The offer to move to Costa Rica surfaced late Thursday and included a condition for him to remain in jail, according to a brief filed in Tennessee, where the criminal charges were placed. Once Abrego Garcia was released from jail on Friday, Immigration and Customs Enforcement alerted his attorneys of his impending deportation to Uganda and required him to report to immigration officials on Monday.

Latterly on Friday, “the government informed Mr. Abrego that he has until first thing Monday morning — precisely when he must report to ICE’s Baltimore Field Office — to accept a plea in exchange for deportation to Costa Rica, or else that offer will be off the table forever,” his defense lawyers noted.

They declined to say whether he is still considering the offer.

Accompanying the brief was a letter from the Costa Rican government confirming that Abrego Garcia would be accepted there as a legal immigrant without the risk of detention. Additionally, Costa Rica’s Spanish-speaking environment would align with Abrego Garcia’s native language from El Salvador. According to the brief, he would be deported to Costa Rica only after completing his sentence for the smuggling charges.

Abrego Garcia’s case highlighted tensions in President Donald Trump’s immigration policy following his accidental deportation to El Salvador in March, even after a judge recognized his “well-founded fear” of violence there. With a court order, Trump’s administration returned him to the U.S. in June, subsequently arresting him on human smuggling charges.

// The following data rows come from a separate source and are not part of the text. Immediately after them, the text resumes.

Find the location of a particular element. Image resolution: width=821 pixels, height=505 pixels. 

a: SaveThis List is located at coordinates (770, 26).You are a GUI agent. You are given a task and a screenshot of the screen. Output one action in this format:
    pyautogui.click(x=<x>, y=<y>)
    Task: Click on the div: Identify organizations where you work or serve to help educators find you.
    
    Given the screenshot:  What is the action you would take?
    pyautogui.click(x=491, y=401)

He has entered a plea of not guilty and requested the judge dismiss the case, asserting it is a punitive response for contesting his deportation to El Salvador. The Saturday filing served as an addition to the dismissal motion, arguing that the threat to deport him to Uganda further illustrates the prosecution’s retaliatory nature.

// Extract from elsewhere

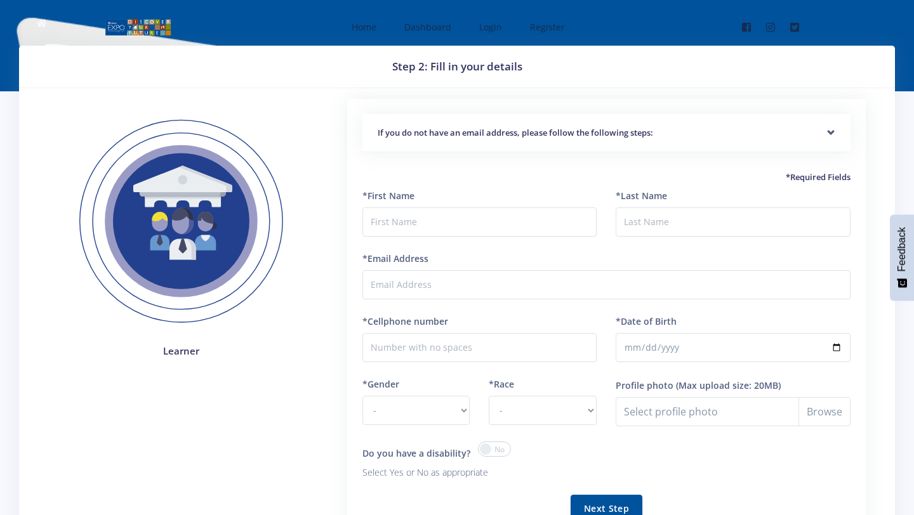 Image resolution: width=914 pixels, height=515 pixels. Describe the element at coordinates (181, 222) in the screenshot. I see `img: Learner` at that location.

“Despite having requested and received assurances from the government of Costa Rica that Mr. Abrego would be accepted there, within minutes of his release from pretrial custody, an ICE representative informed Mr. Abrego’s counsel that the government intended to deport Mr. Abrego to Uganda and ordered him to report to ICE’s Baltimore Field Office Monday morning,” the brief says, referring to Immigration and Customs Enforcement.

The smuggling charges stem from a 2022 traffic stop in Tennessee for speeding. There were nine passengers in the car, and officers discussed among themselves their suspicions of smuggling. However, Abrego Garcia was allowed to continue driving with only a warning.

A Department of Homeland Security agent later testified that he didn’t begin investigating the traffic stop until this April, when the government was facing mounting pressure to return Abrego Garcia to the U.S.

Abrego Garcia has an American wife and children and has lived in Maryland for years. Although he was deemed eligible for pretrial release last month, he remained in jail at the request of his attorneys, who feared the Republican administration could try to immediately deport him again if he were freed. A recent ruling in a separate case in Maryland required ICE to provide 72 hours’ notice before initiating deportation proceedings — time to allow a prospective deportee to mount a defense. An email from ICE sent to attorneys at 4:01 p.m. on Friday refers to that decision.

“Please let this email serve as notice that DHS may remove your client, Kilmar Armando Abrego Garcia, to Uganda no earlier than 72 hours from now (absent weekends),” it states. Uganda recently agreed to take deportees from the U.S., provided they do not have criminal records and are not unaccompanied minors.

Federal officials have argued that Abrego Garcia can be deported because he came to the U.S. illegally and because a U.S. immigration judge deemed him eligible for expulsion in 2019, just not to his native El Salvador.

Simon Sandoval-Moshenberg, Abrego Garcia’s lead attorney in the Maryland lawsuit against the Trump administration, said Saturday that the government is trying to use the immigration system to punish his client.

“There is a perfectly reasonable option available, Costa Rica, where he his family can visit him easily, but instead they are attempting to send him halfway across the world, to a country with documented human rights abuses and where he does not even speak the language,” he said in a statement.